SLA 3D Printed Vortex Cooled Rocket Engine

3D printing is an incredible tool for prototyping and development, but the properties of the materials can be a limiting factor for functional parts. [Sam Rogers] and colleagues at [AX Technologies] have been testing and developing a small liquid-fueled rocket engine and successfully used vortex cooling to protect a resin 3D printed combustion chamber. (Video, embedded below.)

Vortex cooling works by injecting oxygen into the combustion chamber tangentially, just inside the nozzle of the engine, which creates a cooling, swirling vortex boundary layer along the chamber wall. The oxygen moves to the front end of the combustion chamber where it mixes with the fuel and ignites in the center. This does not protect the nozzle itself, which only lasts a few seconds before becoming unusable. However, thanks to the modular design of the test engine, only the small nozzle section had to be reprinted for every test. While this part could be manufactured using a metal 3D printer, the costs are still very high, especially at this experimental stage. The clear resin parts also allow the combustion observed and more accurate conclusions to be drawn from every test.

This engine intended to be used as a torch igniter for a much larger rocket engine. Fuel is injected into the front of the combustion chamber, where a spark plug is located to ignite the oxygen-fuel mixture. The flow of the oxygen and fuel is controlled by two servo-operated valves connected to a microcontroller, which is mounted with the engine on linear rails. This allows the test engine to move freely, and push against a load cell to measure thrust. The spark is created before the valves are opened to prevent a delayed ignition, which can blow up the engine, and getting the valve sequence and timing correct is critical. Many iterations and destroyed parts later, the [AX Technologies] team achieved successful ignition, with a clear supersonic Mach diamond pattern in the exhaust.

This is just one more example of 3D printing and cheap electronics allowing impressive progress on a limited budget. Another example is [Joe Barnard]’s progress in getting a model rocket to land itself with a solid fuel engine. Companies and organisations have been using 3D printed components in rocket engines for a few years now, and we’ve even seen an open source version.

16 thoughts on “SLA 3D Printed Vortex Cooled Rocket Engine

  1. Somewhere recently I saw a video of someone making SLA-printed ceramic solid-fuel rocket engines. Their furnace they were using to cure the ceramics broke after the first attempt but it seems that it would be the right process for the parts of this engine. Though since they talk at the end about metal parts needing cooling vanes to avoid melting, perhaps it wouldn’t be enough.

    I’m curious what process they’re thinking of using for “metal” parts for the finished engine. As any blacksmith will tell you, the worry with steel is not that it will melt but that it will burn – especially in an environment where you’re pumping pure oxygen around, though I guess if you get the mixture right there won’t be much left by the time the exhaust reaches the nozzle.

  2. I enjoyed it. It really shows how much can be saved in ‘prototyping’ costs by simple iteration using 3D printing of complex parts. Imagine having to machine new parts every time something changed, or new casting molds…. Also learned a bit too. Thx for sharing.

  3. Robert Goddard used a similar technique to cool his rocket engines but he used gasoline injected into the head end of the CC tangentially. LOx was the oxidizer and he kept his nickel engines below red heat and a Wisconsin company,Orbitec, has a patent on a LOx cooled rocket engine called LOx Vortex Cooling. And there’s an ignitor technique called resonance ignition which use no spark plug just resonance to heat any non flammable gas like nitrogen.

    1. The Orbitec thing you mention—is that the engine for Aquarius? Wikipedia says Orbitec was going to provide an engine with a vortex-cooled combustion chamber. If so, I looked up the patent the other month, and I think I found it expired or soon to expire.

      The resonance ignition thing—does that work thermoacoustically, maybe with a whistle-like thing to provide the sound? (I’ve been meaning to try yet again to learn about thermoacoustics. NightHawkInLight posted a couple of videos on it recently, but I haven’t watched them yet. And there was an introductory article in PDF form that I found a few years ago, which was written to be easy to understand without simplifying too much, but I haven’t been able to find it since.)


## [Task item]
The lines to copy are those in the records below that hold the word "pair".

Records excerpted from a collection:
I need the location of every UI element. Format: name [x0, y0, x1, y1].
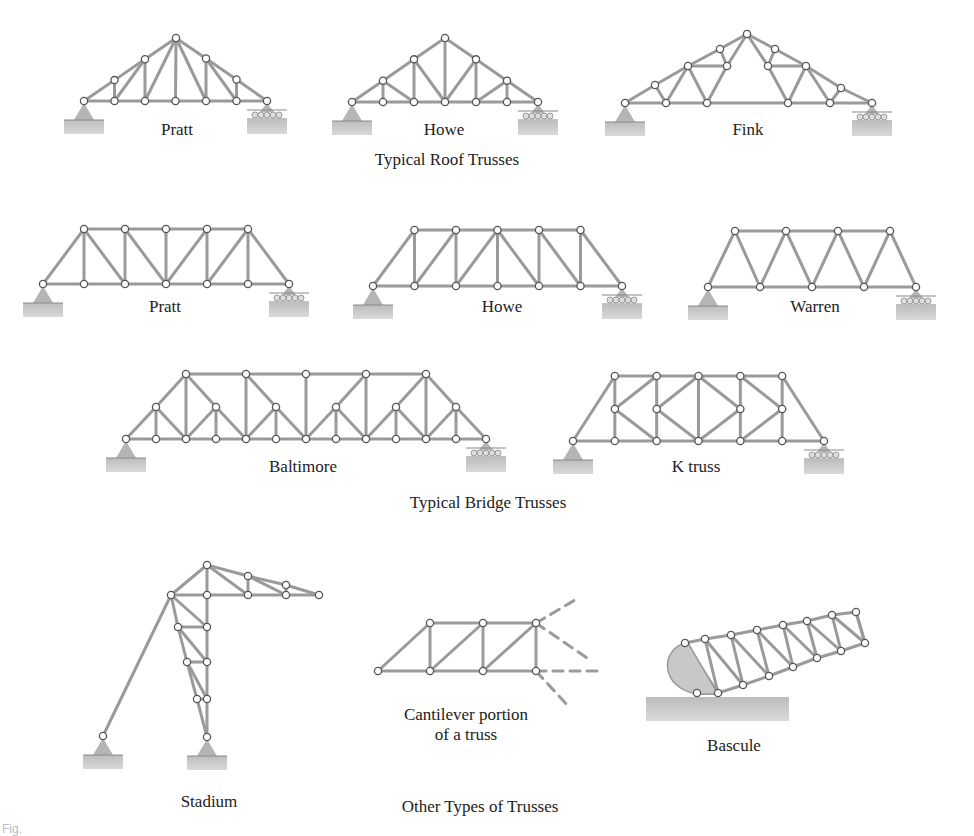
bridge-howe-roller-support-icon — [602, 288, 642, 319]
bridge-ktruss-pin-support-icon — [553, 443, 593, 474]
bridge-section-title: Typical Bridge Trusses — [410, 493, 567, 513]
roof-fink-pin-support-icon — [605, 105, 645, 136]
bascule-label: Bascule — [707, 736, 761, 756]
bridge-howe-label: Howe — [482, 297, 523, 317]
cantilever-dashed-continuation — [536, 600, 600, 708]
stadium-right-pin-support-icon — [187, 739, 227, 770]
roof-section-title: Typical Roof Trusses — [375, 150, 519, 170]
roof-fink-label: Fink — [732, 120, 763, 140]
roof-howe-truss — [352, 38, 538, 102]
roof-pratt-pin-support-icon — [64, 103, 104, 134]
cantilever-truss — [378, 623, 536, 671]
bridge-warren-truss — [708, 231, 916, 287]
bridge-warren-label: Warren — [790, 297, 840, 317]
bridge-baltimore-roller-support-icon — [466, 441, 506, 472]
bridge-warren-roller-support-icon — [896, 289, 936, 320]
roof-fink-roller-support-icon — [852, 105, 892, 136]
stadium-left-pin-support-icon — [83, 738, 123, 769]
bridge-pratt-pin-support-icon — [23, 286, 63, 317]
cantilever-label-line1: Cantilever portion — [404, 705, 528, 725]
figure-caption-fragment: Fig. — [2, 822, 22, 836]
bridge-pratt-label: Pratt — [149, 297, 181, 317]
stadium-label: Stadium — [181, 792, 238, 812]
bascule-ground — [646, 697, 789, 721]
bridge-pratt-truss — [43, 229, 289, 284]
bridge-baltimore-truss — [126, 374, 486, 439]
bridge-howe-pin-support-icon — [353, 288, 393, 319]
roof-pratt-label: Pratt — [161, 120, 193, 140]
bridge-pratt-roller-support-icon — [269, 286, 309, 317]
stadium-truss-joints — [99, 561, 322, 740]
roof-howe-pin-support-icon — [332, 104, 372, 135]
bridge-howe-truss — [373, 230, 622, 286]
roof-pratt-truss — [84, 38, 267, 101]
bridge-baltimore-pin-support-icon — [106, 441, 146, 472]
cantilever-label-line2: of a truss — [435, 725, 497, 745]
roof-pratt-roller-support-icon — [247, 103, 287, 134]
bridge-ktruss-label: K truss — [672, 457, 721, 477]
roof-fink-truss — [625, 34, 872, 103]
roof-howe-label: Howe — [424, 120, 465, 140]
roof-howe-roller-support-icon — [518, 104, 558, 135]
bridge-ktruss-roller-support-icon — [804, 443, 844, 474]
other-section-title: Other Types of Trusses — [402, 797, 559, 817]
bascule-counterweight — [668, 643, 718, 694]
bridge-baltimore-label: Baltimore — [269, 457, 337, 477]
bridge-warren-pin-support-icon — [688, 289, 728, 320]
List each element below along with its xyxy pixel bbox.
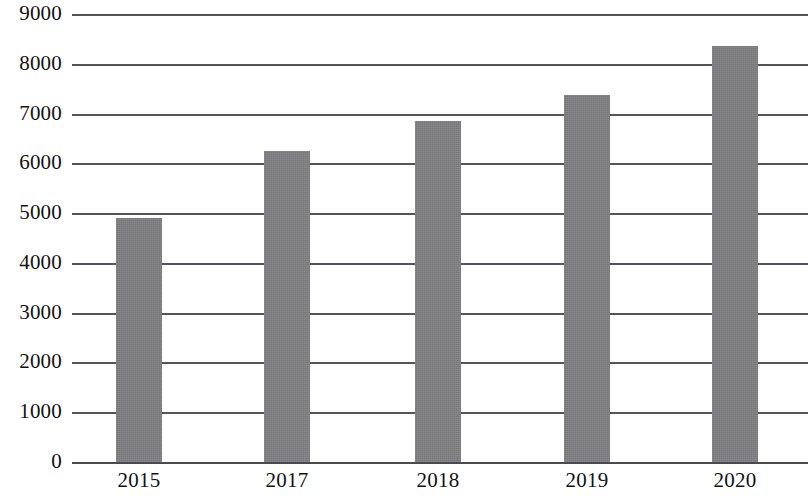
bar-2015: [116, 218, 162, 462]
y-tick-label-0: 0: [0, 451, 62, 472]
x-tick-label-2018: 2018: [378, 470, 498, 491]
x-tick-label-2020: 2020: [675, 470, 795, 491]
y-tick-label-7000: 7000: [0, 103, 62, 124]
y-tick-label-6000: 6000: [0, 152, 62, 173]
y-tick-label-9000: 9000: [0, 3, 62, 24]
y-tick-label-2000: 2000: [0, 351, 62, 372]
x-tick-label-2017: 2017: [227, 470, 347, 491]
bar-2017: [264, 151, 310, 462]
bar-2018: [415, 121, 461, 462]
bars-layer: [72, 14, 808, 462]
y-tick-label-3000: 3000: [0, 302, 62, 323]
y-tick-label-1000: 1000: [0, 401, 62, 422]
y-tick-label-5000: 5000: [0, 202, 62, 223]
bar-2020: [712, 46, 758, 462]
x-tick-label-2019: 2019: [527, 470, 647, 491]
x-tick-label-2015: 2015: [79, 470, 199, 491]
y-tick-label-8000: 8000: [0, 53, 62, 74]
bar-2019: [564, 95, 610, 462]
gridline-0: [72, 462, 808, 464]
bar-chart: 0100020003000400050006000700080009000 20…: [0, 0, 808, 498]
plot-area: [72, 14, 808, 462]
y-tick-label-4000: 4000: [0, 252, 62, 273]
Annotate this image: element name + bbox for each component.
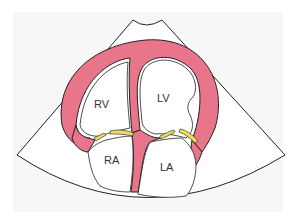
label-rv: RV (94, 98, 110, 110)
label-la: LA (160, 161, 174, 173)
heart-diagram: RV LV RA LA (0, 0, 292, 219)
label-lv: LV (157, 92, 170, 104)
label-ra: RA (104, 154, 120, 166)
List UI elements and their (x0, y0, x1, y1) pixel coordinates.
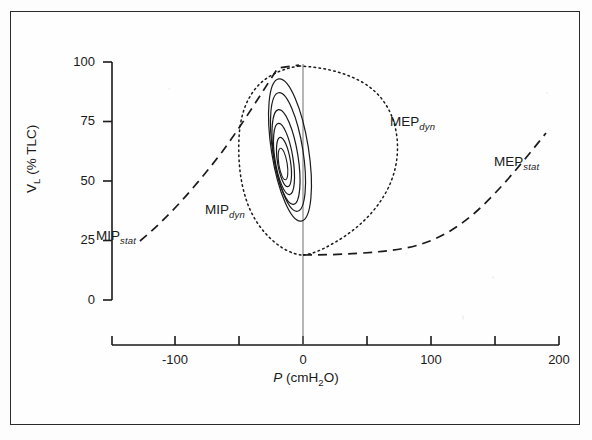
y-axis-title-units: (% TLC) (24, 125, 39, 175)
y-axis (103, 62, 112, 300)
x-axis-title-units: (cmH (286, 370, 318, 385)
y-tick-label-25: 25 (55, 232, 95, 247)
x-axis-title: P (cmH2O) (236, 370, 376, 388)
tidal-loop-1 (260, 76, 319, 224)
tidal-breathing-loops (260, 76, 319, 224)
curve-label-mip-stat-text: MIP (96, 228, 120, 243)
curve-label-mip-dyn: MIPdyn (205, 202, 245, 220)
curve-label-mip-dyn-sub: dyn (229, 209, 245, 220)
y-tick-label-0: 0 (55, 292, 95, 307)
curve-label-mip-stat-sub: stat (120, 235, 136, 246)
figure-container: 100 75 50 25 0 -100 0 100 200 P (cmH2O) … (0, 0, 592, 440)
curve-label-mep-stat: MEPstat (494, 154, 539, 172)
curve-mep-stat (303, 133, 546, 255)
x-axis (112, 336, 559, 345)
x-axis-title-units-end: O) (324, 370, 339, 385)
y-axis-title-symbol: V (24, 184, 39, 193)
curve-label-mep-stat-text: MEP (494, 154, 523, 169)
x-tick-label-0: 0 (273, 352, 333, 367)
y-tick-label-50: 50 (55, 173, 95, 188)
y-tick-label-75: 75 (55, 113, 95, 128)
curve-label-mep-dyn: MEPdyn (390, 114, 435, 132)
curve-label-mep-dyn-text: MEP (390, 114, 419, 129)
y-axis-title-sub: L (31, 179, 42, 184)
curve-mep-dyn (299, 66, 398, 255)
curve-label-mep-dyn-sub: dyn (419, 121, 435, 132)
y-tick-label-100: 100 (55, 54, 95, 69)
curve-label-mip-dyn-text: MIP (205, 202, 229, 217)
x-tick-label-200: 200 (529, 352, 589, 367)
x-tick-label-100: 100 (401, 352, 461, 367)
x-tick-label-minus100: -100 (145, 352, 205, 367)
curve-label-mep-stat-sub: stat (523, 161, 539, 172)
tidal-loop-5 (274, 136, 295, 187)
curve-label-mip-stat: MIPstat (96, 228, 136, 246)
x-axis-title-symbol: P (273, 370, 282, 385)
y-axis-title: VL (% TLC) (24, 89, 42, 229)
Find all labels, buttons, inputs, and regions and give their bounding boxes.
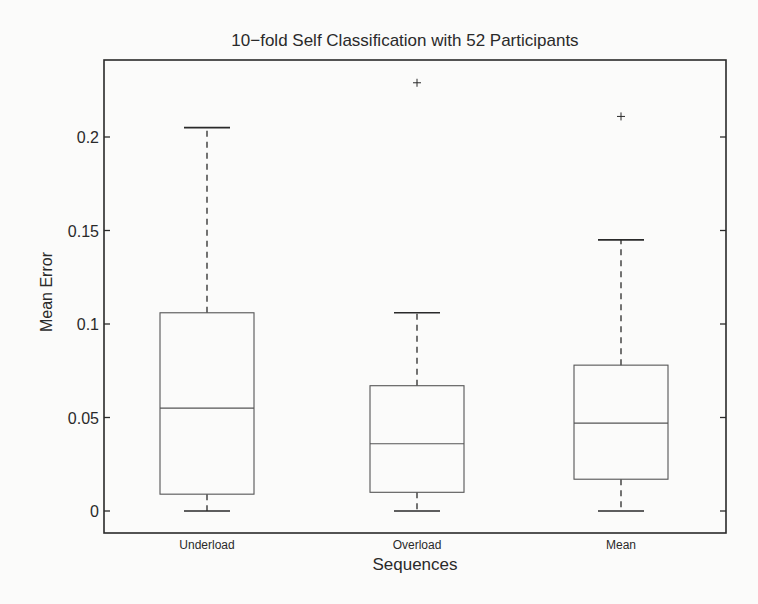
x-category-label: Overload [393,538,442,552]
y-tick-label: 0.2 [77,129,99,146]
x-axis-label: Sequences [372,555,457,574]
chart-title: 10−fold Self Classification with 52 Part… [231,31,578,50]
box-iqr [370,386,464,493]
box-iqr [160,313,254,494]
y-tick-label: 0 [90,503,99,520]
plot-area: 00.050.10.150.2UnderloadOverloadMean [68,60,726,552]
axes-frame [104,60,726,533]
y-tick-label: 0.15 [68,223,99,240]
y-tick-label: 0.1 [77,316,99,333]
x-category-label: Underload [179,538,234,552]
x-category-label: Mean [606,538,636,552]
y-axis-label: Mean Error [38,251,55,332]
boxplot-chart: 10−fold Self Classification with 52 Part… [0,0,758,604]
y-tick-label: 0.05 [68,410,99,427]
box-iqr [574,365,668,479]
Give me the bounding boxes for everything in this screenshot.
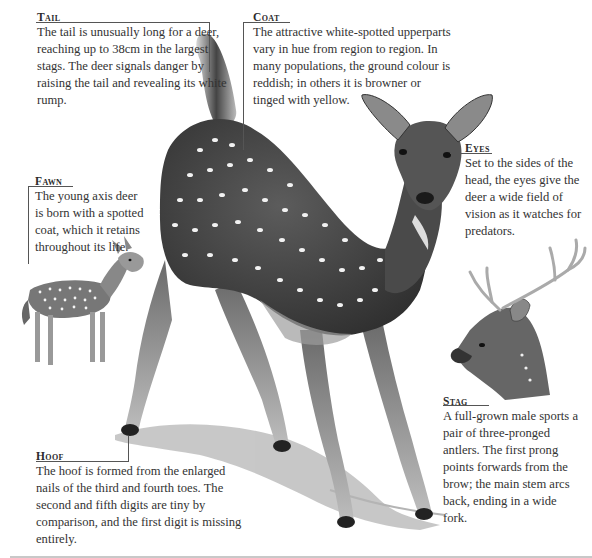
eyes-description: Set to the sides of the head, the eyes g…: [465, 155, 590, 240]
callout-tail: Tail The tail is unusually long for a de…: [37, 10, 237, 109]
stag-description: A full-grown male sports a pair of three…: [443, 408, 583, 527]
tail-description: The tail is unusually long for a deer, r…: [37, 24, 237, 109]
fawn-heading: Fawn: [35, 174, 145, 188]
hoof-description: The hoof is formed from the enlarged nai…: [36, 463, 246, 548]
callout-hoof: Hoof The hoof is formed from the enlarge…: [36, 449, 246, 548]
coat-heading: Coat: [253, 10, 453, 24]
callout-eyes: Eyes Set to the sides of the head, the e…: [465, 141, 590, 240]
hoof-heading: Hoof: [36, 449, 246, 463]
callout-coat: Coat The attractive white-spotted upperp…: [253, 10, 453, 109]
fawn-leader-vertical: [28, 186, 29, 264]
fawn-description: The young axis deer is born with a spott…: [35, 188, 145, 256]
stag-illustration: [451, 240, 585, 400]
tail-heading: Tail: [37, 10, 237, 24]
callout-stag: Stag A full-grown male sports a pair of …: [443, 394, 583, 527]
coat-leader-vertical: [243, 22, 244, 150]
eyes-heading: Eyes: [465, 141, 590, 155]
coat-description: The attractive white-spotted upperparts …: [253, 24, 453, 109]
callout-fawn: Fawn The young axis deer is born with a …: [35, 174, 145, 256]
stag-heading: Stag: [443, 394, 583, 408]
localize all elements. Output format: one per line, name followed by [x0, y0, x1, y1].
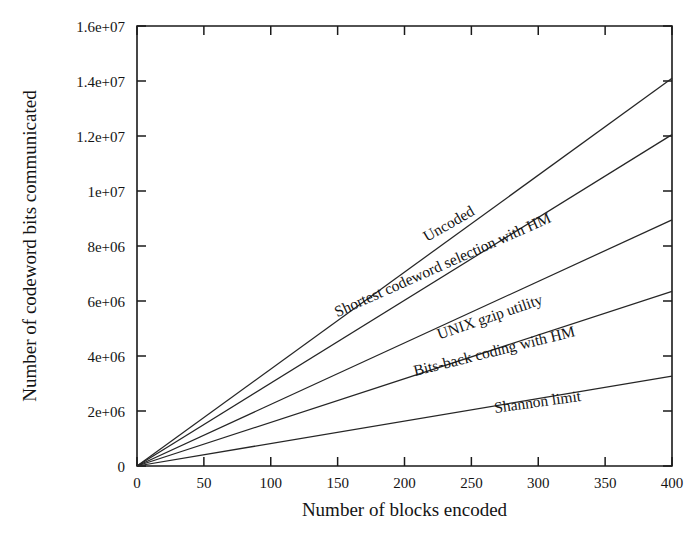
- y-tick-label: 1.2e+07: [76, 129, 125, 145]
- series-line-3: [137, 291, 672, 466]
- y-tick-label: 1.6e+07: [76, 19, 125, 35]
- x-tick-label: 50: [196, 475, 211, 491]
- y-tick-label: 1.4e+07: [76, 74, 125, 90]
- y-tick-label: 0: [118, 459, 126, 475]
- series-label-0: Uncoded: [420, 202, 477, 245]
- y-tick-label: 8e+06: [87, 239, 125, 255]
- series-line-2: [137, 220, 672, 466]
- x-tick-label: 300: [527, 475, 550, 491]
- chart-figure: 02e+064e+066e+068e+061e+071.2e+071.4e+07…: [0, 0, 700, 536]
- line-chart: 02e+064e+066e+068e+061e+071.2e+071.4e+07…: [0, 0, 700, 536]
- x-tick-label: 100: [260, 475, 283, 491]
- plot-frame: [137, 26, 672, 466]
- series-line-4: [137, 376, 672, 466]
- x-axis-title: Number of blocks encoded: [302, 499, 508, 520]
- x-tick-label: 250: [460, 475, 483, 491]
- x-tick-label: 0: [133, 475, 141, 491]
- x-tick-label: 150: [326, 475, 349, 491]
- y-axis-title: Number of codeword bits communicated: [19, 90, 40, 402]
- x-tick-label: 350: [594, 475, 617, 491]
- y-tick-label: 6e+06: [87, 294, 125, 310]
- series-label-4: Shannon limit: [493, 387, 583, 416]
- y-tick-label: 1e+07: [87, 184, 125, 200]
- y-tick-label: 2e+06: [87, 404, 125, 420]
- x-tick-label: 200: [393, 475, 416, 491]
- y-tick-label: 4e+06: [87, 349, 125, 365]
- series-line-1: [137, 135, 672, 466]
- x-tick-label: 400: [661, 475, 684, 491]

## [Response to the task]
stag-description: A full-grown male sports a pair of three…: [443, 408, 583, 527]
callout-stag: Stag A full-grown male sports a pair of …: [443, 394, 583, 527]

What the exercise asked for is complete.